Jewkes spoke of her 2009 research with 1,738 men in KwaZulu-Natal: “We have a very, very high prevalence of rape in South Africa. I think it is down to ideas about masculinity based on gender hierarchy and the sexual entitlement of men. It’s rooted in an African ideal of manhood.”
Of this study, one of the most staggering statistics is the ages of the rapists. It found nearly 10% of rapists aren’t even ten years old. Most, 46.5%, were in their teens: 15-19 years old; 18.6% were 20-24, 16.4% were 10-14, 6.9% were 25-29 and only 1.9% were 30 years or more.
With attackers so young, education must start early – in the home first of all, as reports of parental absence were significantly higher among men who reported rape. But what about in schools? For some, this is precisely where they are learning about rape; not in their daily classes, but because they are succumbing to their teacher’s illicit advances and experiencing rape first-hand.
It is little coincidence that the lowest paid earners are black women between 15-24 years old, and that this is the same age range most vulnerable to HIV exposure as a result of exploitative intergenerational sex with older men, including teachers, according to the Gauteng Aids Council.
The government must enforce an educational overhaul to ensure young South Africans are taught women’s constitutional and legal rights, and to make sure that their teachings precede previously rationalised traditional values.

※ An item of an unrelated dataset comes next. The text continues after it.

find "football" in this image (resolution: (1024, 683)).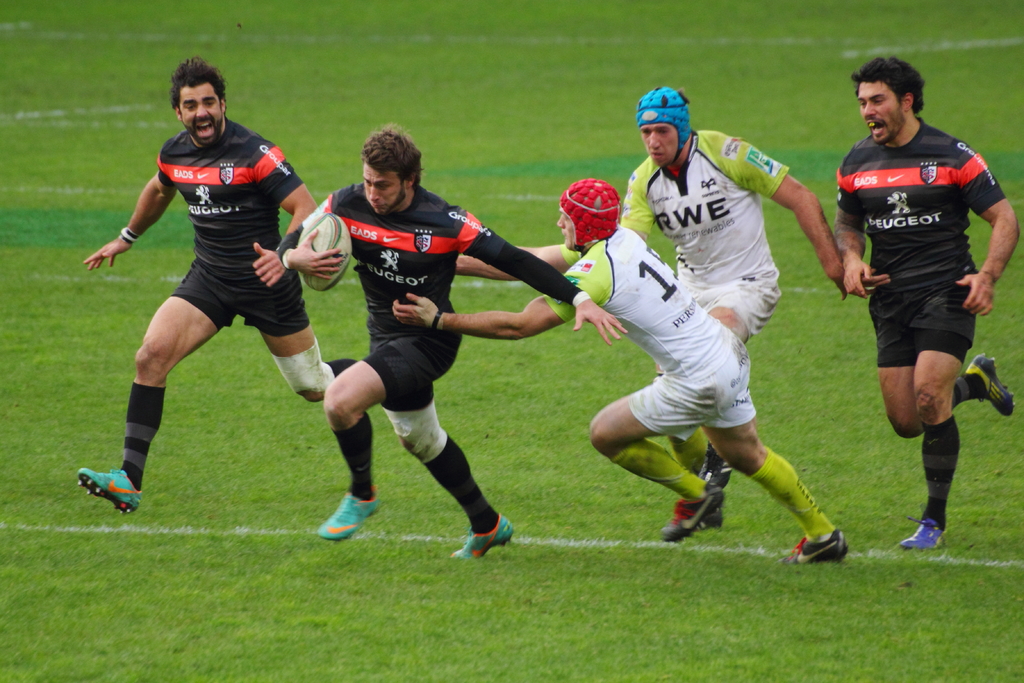
296 209 355 294.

This should begin by removing all teachers accused of abuse. The young men must witness the wheels of justice moving successfully for themselves, before they will realise their role in abolishing gender injustice.
As Jewkes said, the problem “can be predominantly addressed through strategies of apprehension and prosecution of perpetrators… This must entail intervening on the key drivers of the problem which include ideas of masculinity, predicted on marked gender hierarchy and sexual entitlement of men. Efforts to change these require interventions on structural dimensions of men’s lives, notably education and opportunities for employment and advancement.”
This is what must be taught and practiced in schools. Once this is part of the agenda, they can return to their primary purpose: teaching. This should, too, go some way to altering the damning statistic that girls are more likely to be raped than learn to read.
Grassroots education creates new generational layers of socially and academically educated citizens, with more chance of changing the future of their country. But they must see changes happening around them, and have less reason to fear speaking out against injustice. This is what will will spark the transition into a more empowered South Africa – for both sexes.
Aside: this is an unabridged version of an article written for a Guardian.co.uk international journalism competition – so is out-of-date, news-wise.